Information supplied -
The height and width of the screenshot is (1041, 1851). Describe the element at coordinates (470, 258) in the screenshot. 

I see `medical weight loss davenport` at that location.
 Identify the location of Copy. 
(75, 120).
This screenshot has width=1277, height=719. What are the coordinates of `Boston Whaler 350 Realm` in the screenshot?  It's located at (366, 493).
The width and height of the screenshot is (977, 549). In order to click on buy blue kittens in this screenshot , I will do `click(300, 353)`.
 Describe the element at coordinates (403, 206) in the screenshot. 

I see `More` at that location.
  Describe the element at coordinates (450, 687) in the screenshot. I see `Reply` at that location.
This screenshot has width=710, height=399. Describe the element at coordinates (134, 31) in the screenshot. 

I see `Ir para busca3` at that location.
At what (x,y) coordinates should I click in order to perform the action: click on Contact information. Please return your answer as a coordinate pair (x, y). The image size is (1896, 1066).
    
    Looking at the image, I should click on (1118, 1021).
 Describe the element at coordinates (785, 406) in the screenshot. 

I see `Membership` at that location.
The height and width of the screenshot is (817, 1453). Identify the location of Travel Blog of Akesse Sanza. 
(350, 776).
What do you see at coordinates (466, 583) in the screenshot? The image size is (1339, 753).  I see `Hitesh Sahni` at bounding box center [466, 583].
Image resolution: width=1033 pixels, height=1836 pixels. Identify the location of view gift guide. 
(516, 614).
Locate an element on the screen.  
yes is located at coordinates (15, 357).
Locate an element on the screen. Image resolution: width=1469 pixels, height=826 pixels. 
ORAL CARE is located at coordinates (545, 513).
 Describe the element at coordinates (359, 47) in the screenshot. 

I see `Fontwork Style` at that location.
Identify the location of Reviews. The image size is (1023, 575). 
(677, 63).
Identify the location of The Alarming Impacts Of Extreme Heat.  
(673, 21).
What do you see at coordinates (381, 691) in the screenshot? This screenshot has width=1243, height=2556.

About this exercise -
What is needed here is the full listing, restated word for word.

Answer section -
The height and width of the screenshot is (1041, 1851). Describe the element at coordinates (470, 258) in the screenshot. 

I see `medical weight loss davenport` at that location.
 Identify the location of Copy. 
(75, 120).
This screenshot has width=1277, height=719. What are the coordinates of `Boston Whaler 350 Realm` in the screenshot?  It's located at (366, 493).
The width and height of the screenshot is (977, 549). In order to click on buy blue kittens in this screenshot , I will do `click(300, 353)`.
 Describe the element at coordinates (403, 206) in the screenshot. 

I see `More` at that location.
  Describe the element at coordinates (450, 687) in the screenshot. I see `Reply` at that location.
This screenshot has width=710, height=399. Describe the element at coordinates (134, 31) in the screenshot. 

I see `Ir para busca3` at that location.
At what (x,y) coordinates should I click in order to perform the action: click on Contact information. Please return your answer as a coordinate pair (x, y). The image size is (1896, 1066).
    
    Looking at the image, I should click on (1118, 1021).
 Describe the element at coordinates (785, 406) in the screenshot. 

I see `Membership` at that location.
The height and width of the screenshot is (817, 1453). Identify the location of Travel Blog of Akesse Sanza. 
(350, 776).
What do you see at coordinates (466, 583) in the screenshot? The image size is (1339, 753).  I see `Hitesh Sahni` at bounding box center [466, 583].
Image resolution: width=1033 pixels, height=1836 pixels. Identify the location of view gift guide. 
(516, 614).
Locate an element on the screen.  
yes is located at coordinates (15, 357).
Locate an element on the screen. Image resolution: width=1469 pixels, height=826 pixels. 
ORAL CARE is located at coordinates (545, 513).
 Describe the element at coordinates (359, 47) in the screenshot. 

I see `Fontwork Style` at that location.
Identify the location of Reviews. The image size is (1023, 575). 
(677, 63).
Identify the location of The Alarming Impacts Of Extreme Heat.  
(673, 21).
What do you see at coordinates (381, 691) in the screenshot? This screenshot has width=1243, height=2556.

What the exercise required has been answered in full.